There is no trail that leads to it. You just have to know where it is. I wouldn't have taken them there, except for the fact that Phil was along and I knew that he liked anything which smacks of an adytum, a sequestered significance, a sliding-panel view onto dim things past, etcetera.

About half a mile off the road, through a small forest, self-content in its disarray of green and shade and its haphazard heaps of stone, you suddenly go downhill, find the way blocked by a thick thicket, push on through, then discover a blank wall of rock. If you crouch, keep close to that wall, and bear to the right, you then come upon a glade where it is often well to pause before proceeding further.

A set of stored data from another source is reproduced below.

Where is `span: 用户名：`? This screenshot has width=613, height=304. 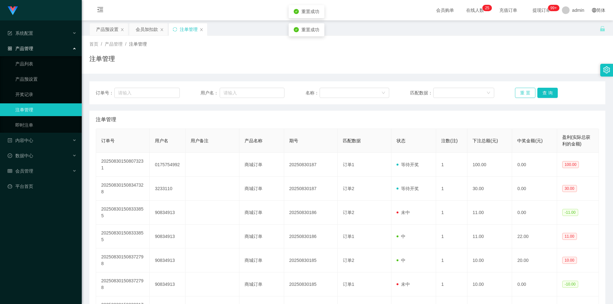 span: 用户名： is located at coordinates (210, 93).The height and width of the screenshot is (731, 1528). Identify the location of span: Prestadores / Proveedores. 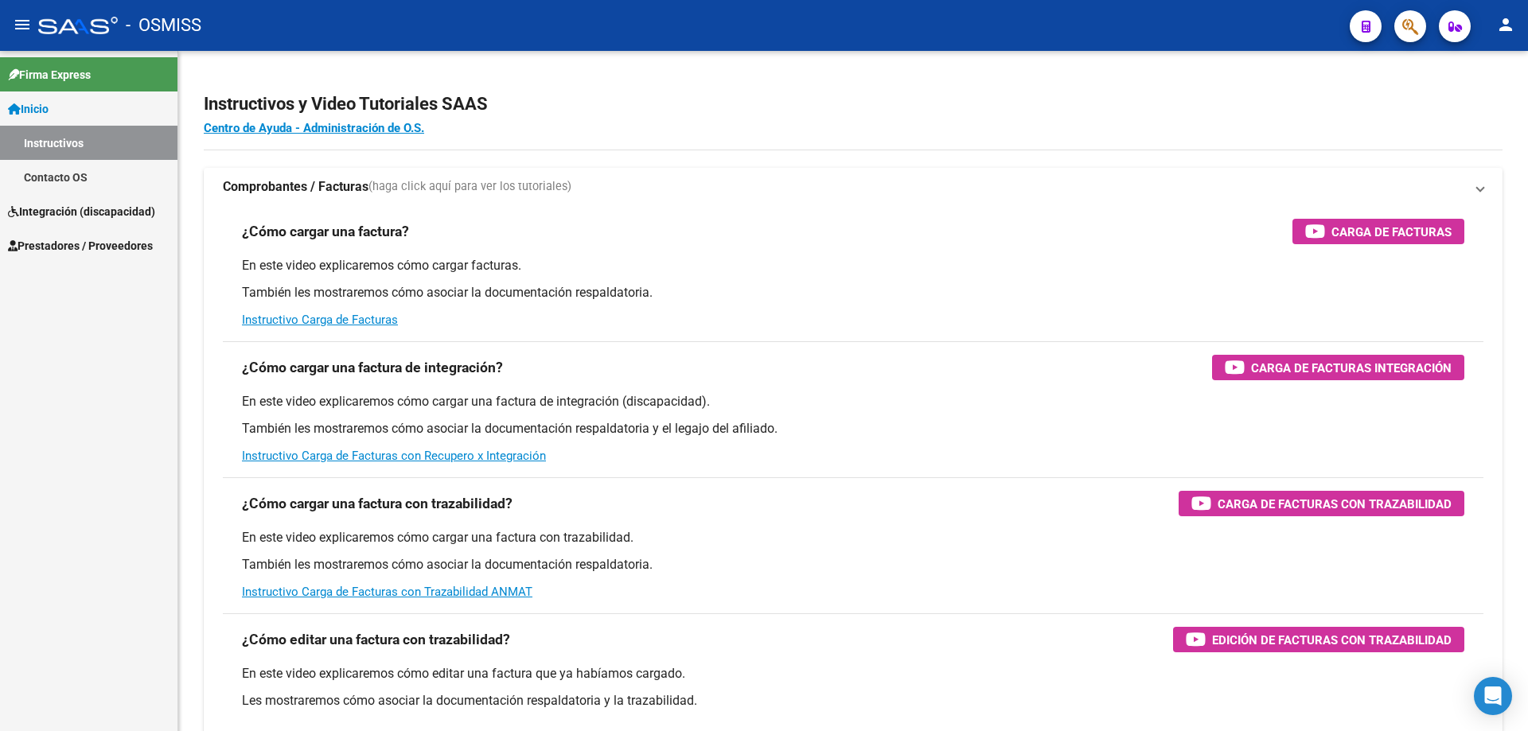
(80, 246).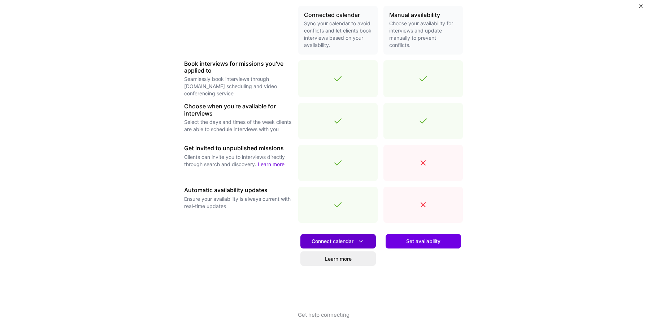  I want to click on i: icon DownArrowWhite, so click(360, 241).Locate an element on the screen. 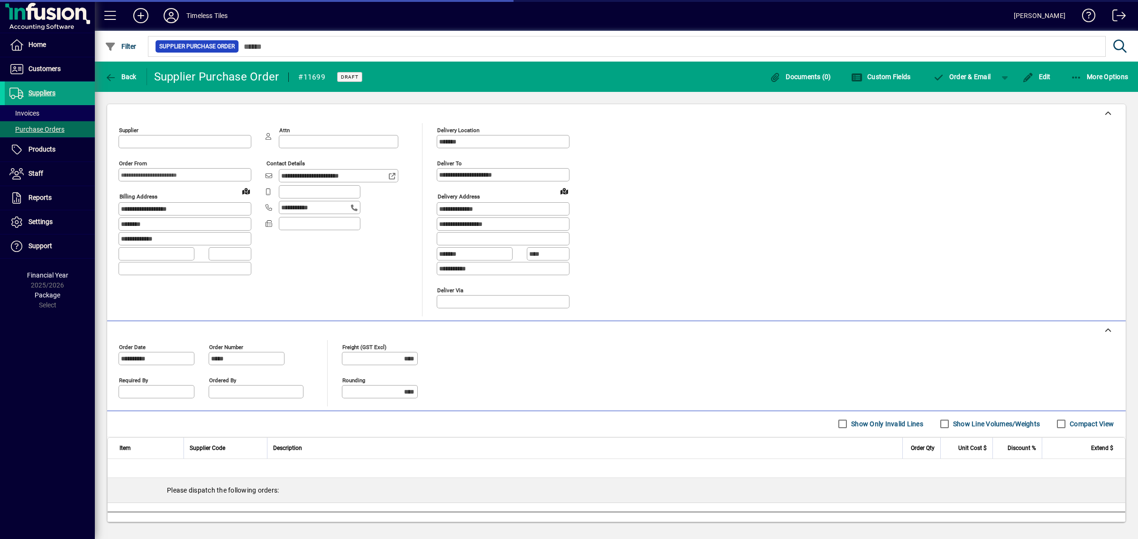 The height and width of the screenshot is (539, 1138). span: Draft is located at coordinates (349, 77).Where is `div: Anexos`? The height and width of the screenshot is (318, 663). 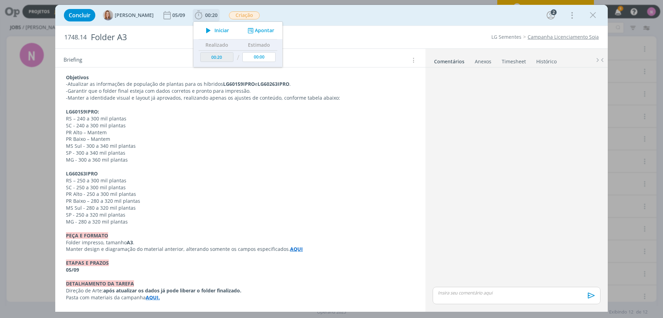 div: Anexos is located at coordinates (483, 62).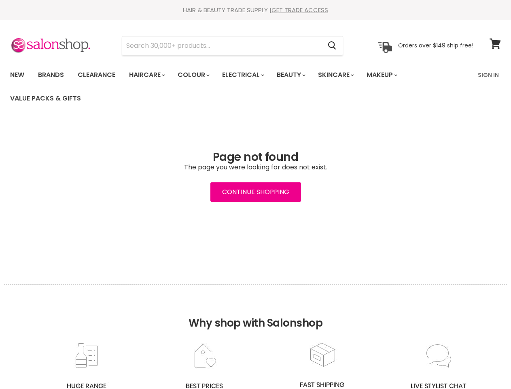  I want to click on a: Brands, so click(51, 75).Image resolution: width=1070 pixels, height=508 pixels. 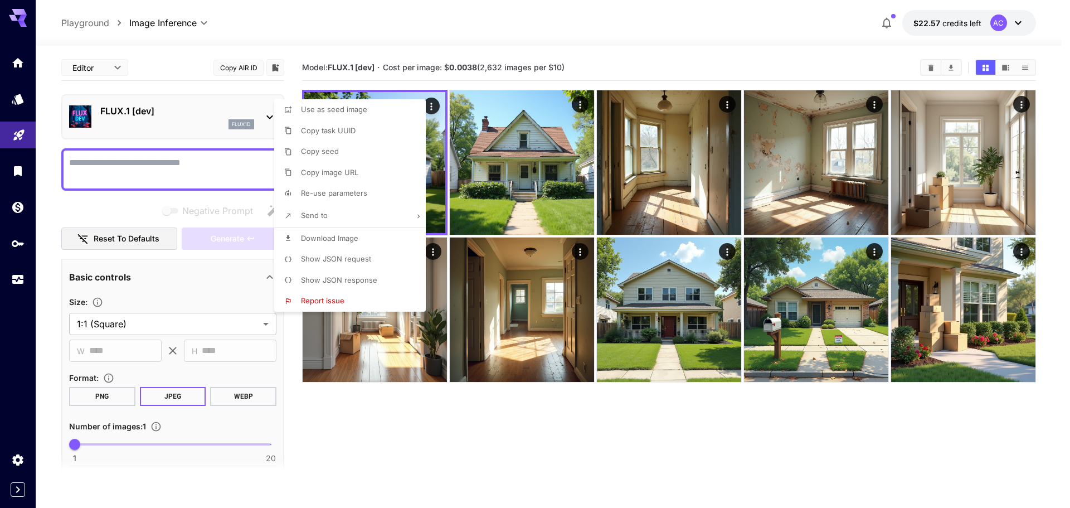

There is a short, sharp drop, and down below is an egg-shaped clearing, about fifty meters long, twenty across, and the small end of the egg butting into a bitten-out place in the rock; there is a shallow cave at the extreme end, usually empty. A few half-sunken, almost square stones stand about in a seemingly random way. Wild grapevines grow around the perimeter of the place, and in the center is an enormous and ancient tree whose branches act as an umbrella over almost the entire area, keeping it dusky throughout the day. Because of this, it is hard to see into the place, even from the glade.

But we could see a satyr in the middle, picking his nose.

I saw George's hand go to the mercy-gun he carried. I caught his shoulder, his eyes, shook my head. He shrugged, and nodded, dropping his hand.

I withdrew from my belt the shepherd's pipes I had asked Jason to give me. I motioned to the others to crouch and remain where they were. I moved a few steps further ahead and raised the syrinx to my lips.